Glenn Burns, WSB-TV’s chief meteorologist retired in November: Burns, who joined Channel 2 Action News in 1981 and became chief meteorologist in 1986, decided it was finally time to call it a day after tackling decades of tornado warnings, snow and ice alerts and flash floods. Brad Nitz is now his replacement. (Other notable radio and broadcast talent who left Atlanta or retired: WSB-TV’s Tony Thomas, WSB-TV’s Chris Jose, WSB-TV’s Richard Belcher, 11 Alive’s Shiba Russell, Fox 5′s Patty Pan.)
Credit: CUMULUS MEDIA
Credit: CUMULUS MEDIA
99X brings back original format: Atlanta’s groundbreaking alternative rock station 99X in the 1990s died in 2008 and over the years has only been on minor signals with no jocks. But Atlanta-based Cumulus Media earlier this month dropped Rock 100.5 in favor of a revamped 99X format that features many of the songs the station played in its glory days. In early January, the station will begin to introduce an on-air staff, presumably with familiar names in an effort to give the flagging 100.5 signal a boost by injecting Atlanta with a heavy dose of nostalgia.
Credit: TNS
Credit: TNS
Fred Savage fired over sexual misconduct in Atlanta: ABC fired Fred Savage in May from the reboot of “The Wonder Years” as an executive producer and director. Deadline cited unspecified inappropriate behavior and verbal outbursts. Allegations were investigated, leading to Savage’s dismissal, ABC confirmed in a statement. The show, in its second season, shoots in metro Atlanta and is a reboot of the original “Wonder Years,” in which Savage starred as a child actor.
Credit: IHEART
Credit: IHEART
Atlanta radio exec fired after drunken video surfaces: Drew Lauter, president of media company iHeartMedia Atlanta, was let go in October after video surfaced of him appearing to say racial slurs. In two videos procured by WSB-TV, Lauter is shown using a common slur against Black people multiple times in front of other iHeartMedia employees in a car after a charity event in August 2021. Lauter was fired after his bosses became aware that WSB-TV had the videos, in which Lauter also appeared to be groping the driver.
Credit: Rodney Ho/AJC
Credit: Rodney Ho/AJC
Trilith Studios faces racial discrimination suit: Five Black residents who live or have lived in the Town at Trilith in Fayetteville filed a lawsuit last month against the housing development and accompanying Trilith TV and movie studio alleging racially motivated inequitable treatment toward home owners and tenants. The allegations include unequal actions regarding home repairs, a police officer trailing a Black teen resident, and a lack of response regarding a resident caught using a racial epithet on camera toward Black neighbors.
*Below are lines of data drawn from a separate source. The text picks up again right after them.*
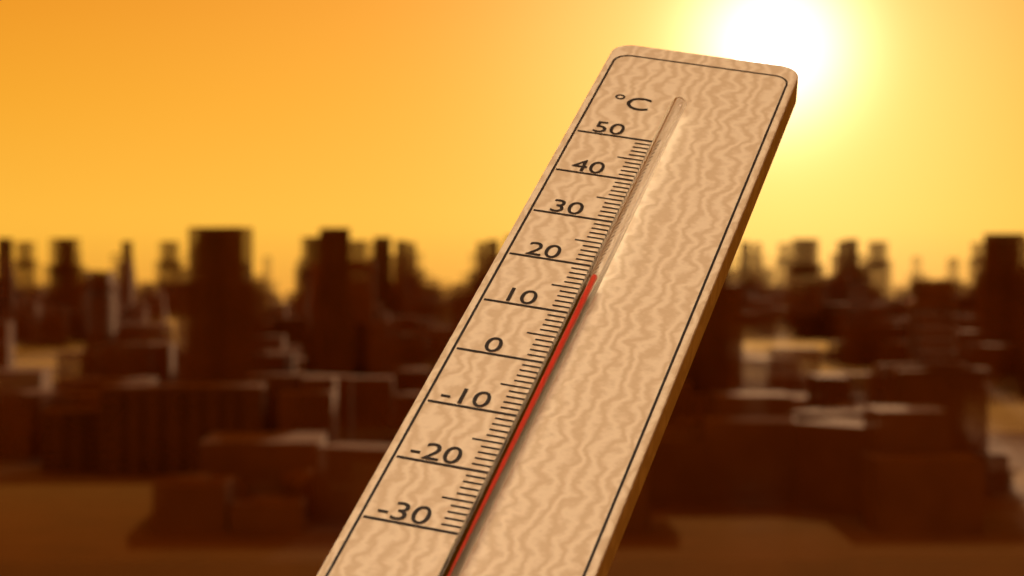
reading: 15 °C
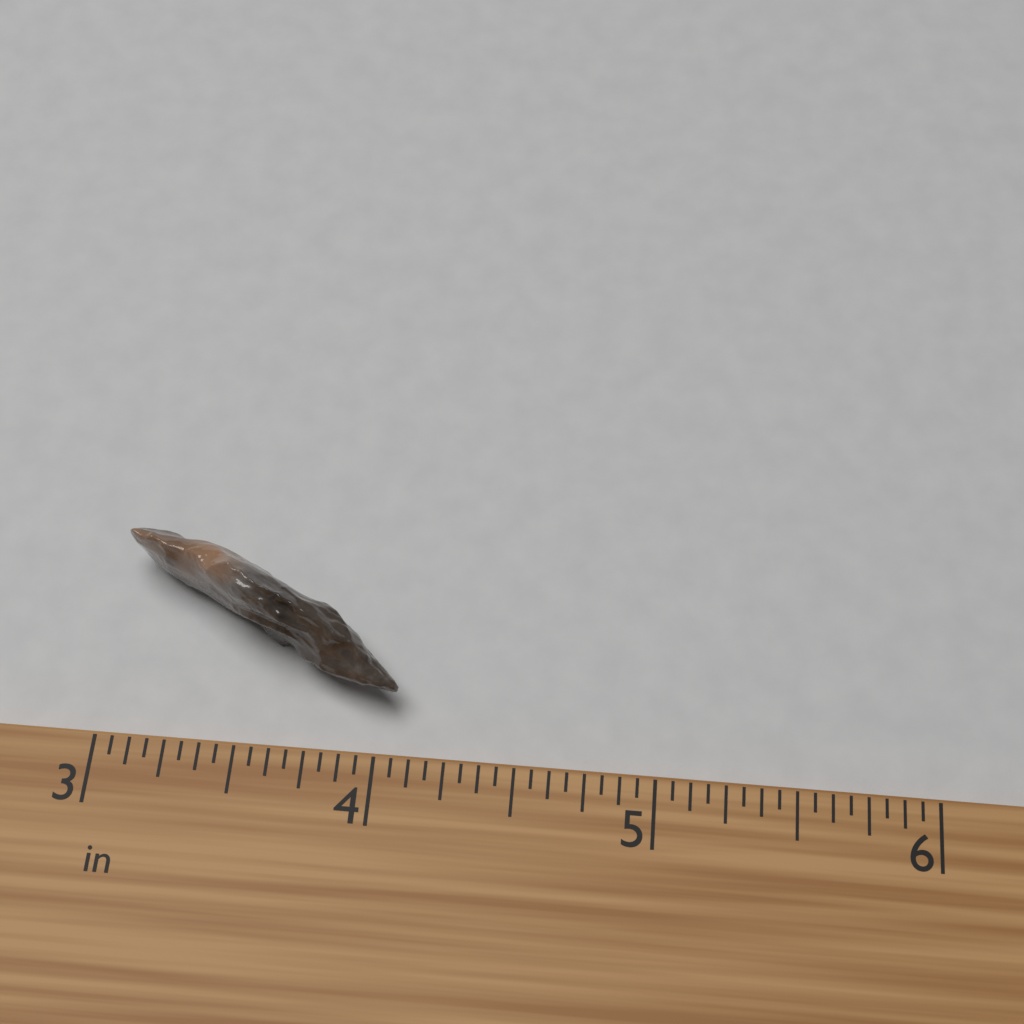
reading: 4.0625 in
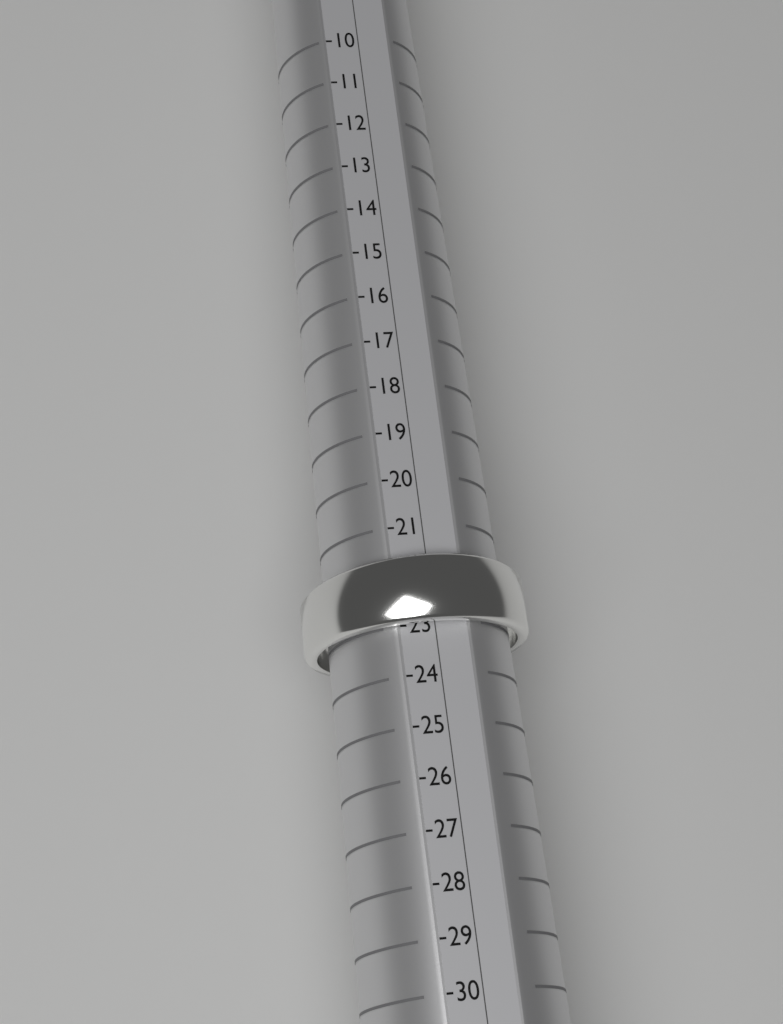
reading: 23 (no unit)
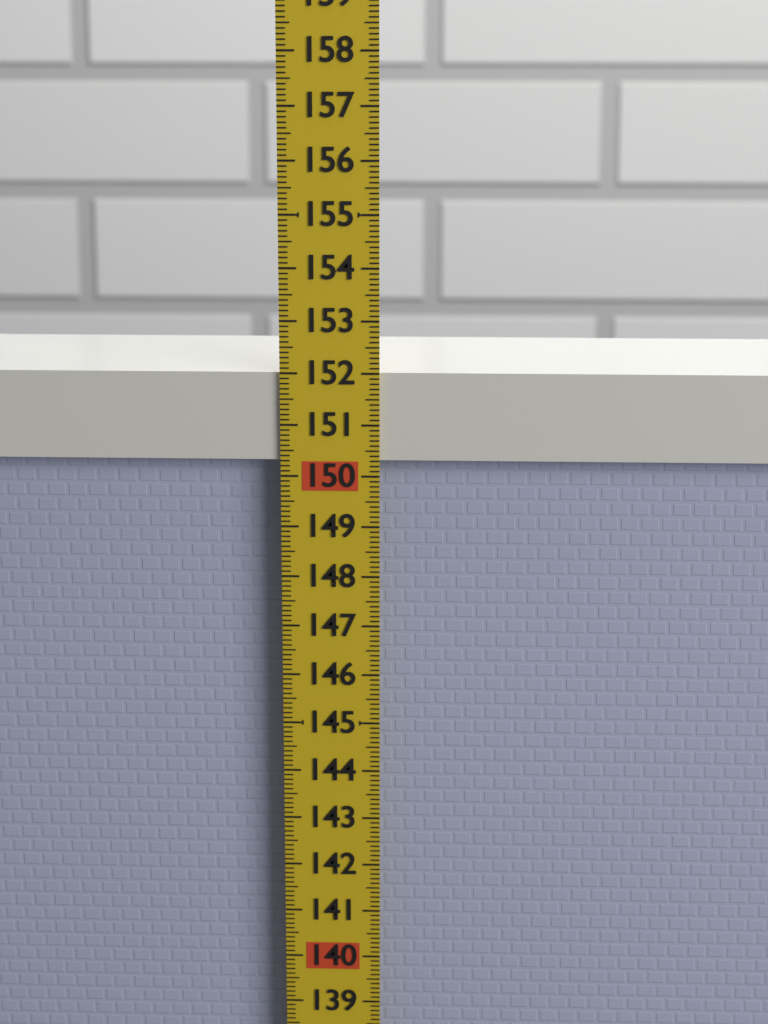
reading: 152.0 (no unit)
Trilith is home to many Marvel movies and Disney+ shows such as “Avengers: Endgame” and “WandaVision.”
Credit: AJC
Credit: AJC
The Plaza Theatre extends its life while the Tara Cinema shutters: Independent, community-oriented Plaza Theatre owner Christopher Escobar signed a 25-year lease extension earlier this year to solidify his theater’s long-term survival. Regal’s Tara Cinema, which specialized in foreign and independent films a few miles away, last month abruptly shuttered its doors, a victim of a pandemic that fueled a change in the viewing habits of its core audience.
Some local radio and TV notables we lost in 2022: Radio host Kara Stockton, “Georgia Gang” creator Dick Williams, CNN investigative reporter Drew Griffin, radio jock Silas “SiMan” Alexander, NBC meteorologist Johnny Beckman and former CNN sports anchor Fred Hickman.